At times, it’s so ridiculous that the story starts breaking the fourth wall, which comes off less as cheap jokes and more as part of shoving in your face just how artificial the whole experience was, which is simply part of the ending’s goal to get you in Travis’ existentially baffled shoes. But it doesn’t stop there, because there’s a bonus ending you only get for upgrading your beam katana fully. An assassin appears to kill you and take your title, and Henry comes back and saves you, so that you can fight him properly. After you beat him, Travis demands to know why he’s so friendly, and Henry reveals he’s Travis’ twin brother, a fact which outrages Travis to the point that he breaks the fourth wall:
“That’s the craziest shit I ever heard! Why would you bring something like that up at very last minute of the game?!”
“I’d have thought you and the player would have expected a twist of fate of some kind.”
Henry then reveals that Sylvia, who has still disappeared, is actually his wife of ten years. He explains his income isn’t enough for her, so sometimes she vanishes and goes on cons. Travis and Henry start to actually kind of bond, before Henry asks Travis how he intends to tie up the loose ends of the story, seeing as he’s the protagonist, and Travis admits he just wants to escape, and they agree to find “that exit they call paradise”, lunging at each other one last time.
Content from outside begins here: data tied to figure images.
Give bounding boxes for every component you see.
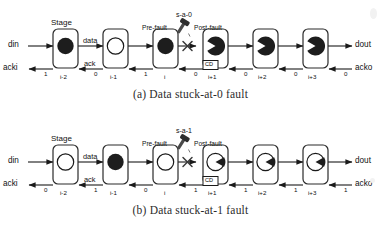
stage-index-i-1-b: i-1 — [110, 190, 117, 196]
label-pre-fault-b: Pre-fault — [142, 141, 167, 148]
stage-index-i-1-a: i-1 — [110, 74, 117, 80]
label-data-a: data — [83, 37, 97, 44]
ack-value-i-2-b: 0 — [44, 187, 47, 193]
ack-value-i-plus-2-a: 0 — [244, 71, 247, 77]
stage-index-i-plus-3-b: i+3 — [308, 190, 316, 196]
stage-index-i-2-a: i-2 — [60, 74, 67, 80]
ack-value-i-1-b: 1 — [94, 187, 97, 193]
figure-data-stuck-at-1: din acki dout acko Stage data ack Pre-fa… — [0, 116, 381, 232]
token-i-1 — [107, 154, 123, 170]
ack-value-i-plus-3-b: 1 — [294, 187, 297, 193]
label-stage-b: Stage — [51, 135, 72, 143]
stage-index-i-plus-1-a: i+1 — [208, 74, 216, 80]
scan-artifact-bottom — [370, 178, 375, 183]
figure-data-stuck-at-0: din acki dout acko Stage data ack Pre-fa… — [0, 0, 381, 116]
token-i — [157, 154, 173, 170]
ack-value-acko-a: 0 — [344, 71, 347, 77]
label-fault-type-a: s-a-0 — [176, 11, 192, 18]
label-din-a: din — [8, 41, 19, 49]
token-i-2 — [57, 38, 73, 54]
label-fault-type-b: s-a-1 — [176, 127, 192, 134]
stage-index-i-b: i — [164, 190, 165, 196]
stage-index-i-plus-3-a: i+3 — [308, 74, 316, 80]
ack-value-i-1-a: 0 — [94, 71, 97, 77]
ack-value-i-2-a: 1 — [44, 71, 47, 77]
stage-index-i-plus-1-b: i+1 — [208, 190, 216, 196]
label-data-b: data — [83, 153, 97, 160]
ack-value-i-plus-1-a: 0 — [194, 71, 197, 77]
ack-value-acko-b: 1 — [344, 187, 347, 193]
label-post-fault-b: Post-fault — [194, 141, 222, 148]
label-cd-a: CD — [205, 62, 213, 68]
label-stage-a: Stage — [51, 19, 72, 27]
label-dout-b: dout — [355, 157, 371, 165]
ack-value-i-a: 1 — [144, 71, 147, 77]
label-pre-fault-a: Pre-fault — [142, 25, 167, 32]
stage-index-i-plus-2-b: i+2 — [258, 190, 266, 196]
ack-value-i-b: 0 — [144, 187, 147, 193]
scan-artifact-top — [370, 8, 377, 19]
stage-index-i-a: i — [164, 74, 165, 80]
label-dout-a: dout — [355, 41, 371, 49]
token-i — [157, 38, 173, 54]
label-acko-a: acko — [355, 64, 372, 72]
label-ack-a: ack — [84, 60, 96, 67]
stage-index-i-plus-2-a: i+2 — [258, 74, 266, 80]
label-din-b: din — [8, 157, 19, 165]
label-acki-b: acki — [3, 180, 18, 188]
label-cd-b: CD — [205, 178, 213, 184]
token-i-2 — [57, 154, 73, 170]
label-acki-a: acki — [3, 64, 18, 72]
ack-value-i-plus-2-b: 1 — [244, 187, 247, 193]
ack-value-i-plus-3-a: 0 — [294, 71, 297, 77]
label-post-fault-a: Post-fault — [194, 25, 222, 32]
ack-value-i-plus-1-b: 1 — [194, 187, 197, 193]
figure-caption-a: (a) Data stuck-at-0 fault — [0, 88, 381, 100]
label-ack-b: ack — [84, 176, 96, 183]
stage-index-i-2-b: i-2 — [60, 190, 67, 196]
token-i-1 — [107, 38, 123, 54]
figure-caption-b: (b) Data stuck-at-1 fault — [0, 204, 381, 216]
It’s a deliriously brilliant punchline as the mask of reality just completely falls away, leaving us with the, uh, happy ending of Travis deciding that even if he doesn’t know what the real answers are, he’s going to go find them. He’s no longer the cheerful hedonist committing ownage for the sake of ownage.
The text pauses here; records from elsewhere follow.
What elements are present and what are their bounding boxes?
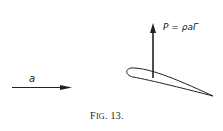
lift-label: P = ρaΓ bbox=[163, 23, 198, 32]
velocity-arrow bbox=[12, 85, 72, 90]
caption-smallcaps: IG bbox=[96, 112, 105, 121]
figure-caption: FIG. 13. bbox=[90, 111, 124, 121]
airfoil bbox=[127, 68, 213, 96]
caption-suffix: . 13. bbox=[105, 110, 124, 121]
lift-arrow bbox=[150, 23, 156, 78]
velocity-label: a bbox=[29, 74, 35, 84]
figure-13: a P = ρaΓ FIG. 13. bbox=[0, 0, 223, 131]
Conceivably, this story could have been a TV show or movie – the game was heavily inspired by the movie El Topo – but the video game format lends certain effect to it. No More Heroes fits into pico79’s first category of video games, with a completely on-rails story. What this effectively means is that the player has no control over Travis’ motivations or choices and limited control over the logistics of how he accomplishes his goals. This adds a level of tension that isn’t present in, say, Mad Men or Cowboy Bebop. But this is also a video game that’s about both video games and the people who play them. Since the release of No More Heroes in 2007, video games have continued to shift and mature as a medium – Telltale’s The Walking Dead Season One is the best drama not called The Shield – and No More Heroes offered both gamers and game designers the chance to stop and take stock of what they’d done, and where they wanted to go next.